| > why are so many furries in the infosec field? Do you have a speculative answer? Honestly, the answer has already been posted several times. It has nothing to do with the incorrect associations you have in your mind. https://news.ycombinator.com/item?id=32778682 https://news.ycombinator.com/item?id=32779209 https://news.ycombinator.com/item?id=32779917 > By the way a person using a dark market to get drugs and then meeting up with other consenting adults to “cosplay” as animals may very well be an illegal and potentially humiliating event for a person. I have no idea what this means, considering: 1. I don't use dark markets 2. I don't use drugs 3. Being a furry isn't "animal 'cosplay'" in the sense your comment implies > Maybe just growing up with the subculture created an early need in a person to hide/obfuscate and therefore motivates entry into infosec. Roughly 80% of furries are LGBTQ+. https://furscience.com/research-findings/sex-relationships-p... An early Internet tradition, started by Something Awful, was to use "anti-furry" as a dog-whistle for anti-LGBTQ+. https://soatok.medium.com/if-you-hate-furries-youre-anti-lgb... This also motivated a lot of LGBTQ+ and furry people to need to learn security just to exist online. What you're gesturing towards is actually self defense against shitty people. > I don’t know - that’s why I’m speculating. Going straight to the child angle is too narrow/myopic. It's probably better to ask questions than to speculate incorrectly, especially when it's a nontechnical matter. |
If my blunt speculation motivated you to give the answer you did then it kinda worked, did it not? Of course that point is moot if you would have taken the time to answer the OP’s question.
And I wasn’t that far off anyways, just wrong on the timing in a persons life. From your answer apparently the motivation for infosec comes from an early need to obfuscate online identity from parents/family because of non-traditional sexuality. Is that humiliating for a person or is it trying to avoid feelings of humiliation that discovery would bring up in a parent. Does it really matter?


### DIRECTIONS
What you hand back must match the records word for word, with no pictures.
┏━━
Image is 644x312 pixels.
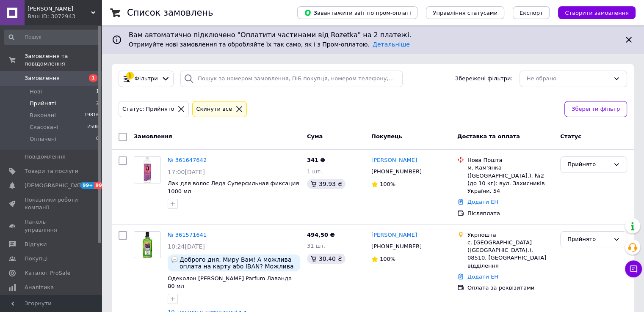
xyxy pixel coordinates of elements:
[571,105,620,114] span: Зберегти фільтр
[307,133,323,139] span: Cума
[426,6,504,19] button: Управління статусами
[171,257,178,263] img: :speech_balloon:
[167,169,205,176] span: 17:00[DATE]
[24,270,71,277] span: Каталог ProSale
[526,75,609,83] div: Не обрано
[126,72,134,79] div: 1
[307,157,325,163] span: 341 ₴
[467,210,553,218] div: Післяплата
[194,105,234,114] div: Cкинути все
[27,12,102,20] div: Ваш ID: 3072943
[24,182,87,190] span: [DEMOGRAPHIC_DATA]
[467,274,498,280] a: Додати ЕН
[24,196,78,211] span: Показники роботи компанії
[24,75,60,82] span: Замовлення
[467,239,553,270] div: с. [GEOGRAPHIC_DATA] ([GEOGRAPHIC_DATA].), 08510, [GEOGRAPHIC_DATA] відділення
[143,232,152,258] img: Фото товару
[167,243,205,250] span: 10:24[DATE]
[372,41,410,48] a: Детальніше
[134,133,172,139] span: Замовлення
[127,8,213,18] h1: Список замовлень
[94,182,108,189] span: 99+
[558,6,635,19] button: Створити замовлення
[307,179,345,189] div: 39.93 ₴
[167,180,299,195] a: Лак для волос Леда Суперсильная фиксация 1000 мл
[370,166,423,177] div: [PHONE_NUMBER]
[371,157,417,165] a: [PERSON_NAME]
[96,135,99,143] span: 0
[467,157,553,164] div: Нова Пошта
[30,123,59,131] span: Скасовані
[121,105,176,114] div: Статус: Прийнято
[135,75,158,83] span: Фільтри
[30,135,57,143] span: Оплачені
[370,241,423,252] div: [PHONE_NUMBER]
[625,261,642,277] button: Чат з покупцем
[565,10,628,16] span: Створити замовлення
[550,9,635,16] a: Створити замовлення
[89,75,97,82] span: 1
[24,167,78,175] span: Товари та послуги
[24,240,47,248] span: Відгуки
[467,164,553,195] div: м. Кам'янка ([GEOGRAPHIC_DATA].), №2 (до 10 кг): вул. Захисників України, 54
[24,255,47,263] span: Покупці
[134,157,161,183] a: Фото товару
[24,52,102,68] span: Замовлення та повідомлення
[129,41,410,48] span: Отримуйте нові замовлення та обробляйте їх так само, як і з Пром-оплатою.
[30,112,56,119] span: Виконані
[80,182,94,189] span: 99+
[467,199,498,205] a: Додати ЕН
[24,218,78,234] span: Панель управління
[96,88,99,95] span: 1
[307,232,335,238] span: 494,50 ₴
[129,31,617,40] span: Вам автоматично підключено "Оплатити частинами від Rozetka" на 2 платежі.
[84,112,99,119] span: 19816
[180,70,402,87] input: Пошук за номером замовлення, ПІБ покупця, номером телефону, Email, номером накладної
[167,275,291,290] a: Одеколон [PERSON_NAME] Parfum Лаванда 80 мл
[134,232,161,259] a: Фото товару
[432,10,497,16] span: Управління статусами
[96,100,99,107] span: 2
[467,285,553,292] div: Оплата за реквізитами
[24,153,66,161] span: Повідомлення
[567,160,609,169] div: Прийнято
[567,235,609,244] div: Прийнято
[179,257,297,270] span: Доброго дня. Миру Вам! А можлива оплата на карту або IBAN? Можлива вартість з урахуванням пересил...
[307,168,322,175] span: 1 шт.
[304,9,411,17] span: Завантажити звіт по пром-оплаті
[564,101,627,118] button: Зберегти фільтр
[24,284,54,291] span: Аналітика
[307,254,345,264] div: 30.40 ₴
[380,181,395,188] span: 100%
[27,5,91,12] span: Віа Континент
[4,30,100,45] input: Пошук
[167,157,206,163] a: № 361647642
[520,10,543,16] span: Експорт
[513,6,550,19] button: Експорт
[457,133,520,139] span: Доставка та оплата
[467,232,553,239] div: Укрпошта
[30,88,42,95] span: Нові
[371,232,417,239] a: [PERSON_NAME]
[144,157,151,183] img: Фото товару
[30,100,56,107] span: Прийняті
[307,243,326,249] span: 31 шт.
[87,123,99,131] span: 2508
[297,6,417,19] button: Завантажити звіт по пром-оплаті
[455,75,513,83] span: Збережені фільтри:
[380,256,395,262] span: 100%
[371,133,402,139] span: Покупець
[167,232,206,238] a: № 361571641
[560,133,581,139] span: Статус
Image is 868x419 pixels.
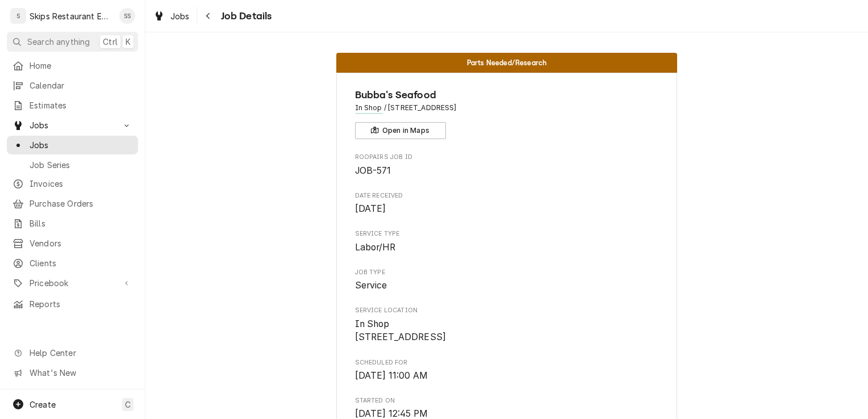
┗━━
### ANSWER TO THE PROBLEM
Image is 644x312 pixels.
xyxy pixel coordinates of elements:
[571,105,620,114] span: Зберегти фільтр
[307,133,323,139] span: Cума
[426,6,504,19] button: Управління статусами
[171,257,178,263] img: :speech_balloon:
[167,169,205,176] span: 17:00[DATE]
[24,270,71,277] span: Каталог ProSale
[526,75,609,83] div: Не обрано
[126,72,134,79] div: 1
[307,157,325,163] span: 341 ₴
[467,210,553,218] div: Післяплата
[194,105,234,114] div: Cкинути все
[27,12,102,20] div: Ваш ID: 3072943
[24,182,87,190] span: [DEMOGRAPHIC_DATA]
[467,274,498,280] a: Додати ЕН
[24,196,78,211] span: Показники роботи компанії
[24,75,60,82] span: Замовлення
[467,239,553,270] div: с. [GEOGRAPHIC_DATA] ([GEOGRAPHIC_DATA].), 08510, [GEOGRAPHIC_DATA] відділення
[143,232,152,258] img: Фото товару
[167,243,205,250] span: 10:24[DATE]
[372,41,410,48] a: Детальніше
[134,133,172,139] span: Замовлення
[127,8,213,18] h1: Список замовлень
[94,182,108,189] span: 99+
[558,6,635,19] button: Створити замовлення
[307,179,345,189] div: 39.93 ₴
[167,180,299,195] a: Лак для волос Леда Суперсильная фиксация 1000 мл
[370,166,423,177] div: [PHONE_NUMBER]
[371,157,417,165] a: [PERSON_NAME]
[96,135,99,143] span: 0
[467,157,553,164] div: Нова Пошта
[30,123,59,131] span: Скасовані
[121,105,176,114] div: Статус: Прийнято
[135,75,158,83] span: Фільтри
[30,135,57,143] span: Оплачені
[370,241,423,252] div: [PHONE_NUMBER]
[625,261,642,277] button: Чат з покупцем
[565,10,628,16] span: Створити замовлення
[550,9,635,16] a: Створити замовлення
[89,75,97,82] span: 1
[24,167,78,175] span: Товари та послуги
[24,240,47,248] span: Відгуки
[467,164,553,195] div: м. Кам'янка ([GEOGRAPHIC_DATA].), №2 (до 10 кг): вул. Захисників України, 54
[24,255,47,263] span: Покупці
[134,157,161,183] a: Фото товару
[24,52,102,68] span: Замовлення та повідомлення
[129,41,410,48] span: Отримуйте нові замовлення та обробляйте їх так само, як і з Пром-оплатою.
[30,112,56,119] span: Виконані
[80,182,94,189] span: 99+
[467,199,498,205] a: Додати ЕН
[24,218,78,234] span: Панель управління
[96,88,99,95] span: 1
[307,232,335,238] span: 494,50 ₴
[129,31,617,40] span: Вам автоматично підключено "Оплатити частинами від Rozetka" на 2 платежі.
[84,112,99,119] span: 19816
[180,70,402,87] input: Пошук за номером замовлення, ПІБ покупця, номером телефону, Email, номером накладної
[167,275,291,290] a: Одеколон [PERSON_NAME] Parfum Лаванда 80 мл
[134,232,161,259] a: Фото товару
[432,10,497,16] span: Управління статусами
[96,100,99,107] span: 2
[467,285,553,292] div: Оплата за реквізитами
[24,153,66,161] span: Повідомлення
[567,160,609,169] div: Прийнято
[567,235,609,244] div: Прийнято
[179,257,297,270] span: Доброго дня. Миру Вам! А можлива оплата на карту або IBAN? Можлива вартість з урахуванням пересил...
[307,168,322,175] span: 1 шт.
[304,9,411,17] span: Завантажити звіт по пром-оплаті
[564,101,627,118] button: Зберегти фільтр
[24,284,54,291] span: Аналітика
[307,254,345,264] div: 30.40 ₴
[380,181,395,188] span: 100%
[27,5,91,12] span: Віа Континент
[4,30,100,45] input: Пошук
[167,157,206,163] a: № 361647642
[520,10,543,16] span: Експорт
[513,6,550,19] button: Експорт
[457,133,520,139] span: Доставка та оплата
[467,232,553,239] div: Укрпошта
[30,88,42,95] span: Нові
[371,232,417,239] a: [PERSON_NAME]
[144,157,151,183] img: Фото товару
[30,100,56,107] span: Прийняті
[307,243,326,249] span: 31 шт.
[87,123,99,131] span: 2508
[297,6,417,19] button: Завантажити звіт по пром-оплаті
[455,75,513,83] span: Збережені фільтри:
[380,256,395,262] span: 100%
[371,133,402,139] span: Покупець
[167,232,206,238] a: № 361571641
[560,133,581,139] span: Статус
Image is 868x419 pixels.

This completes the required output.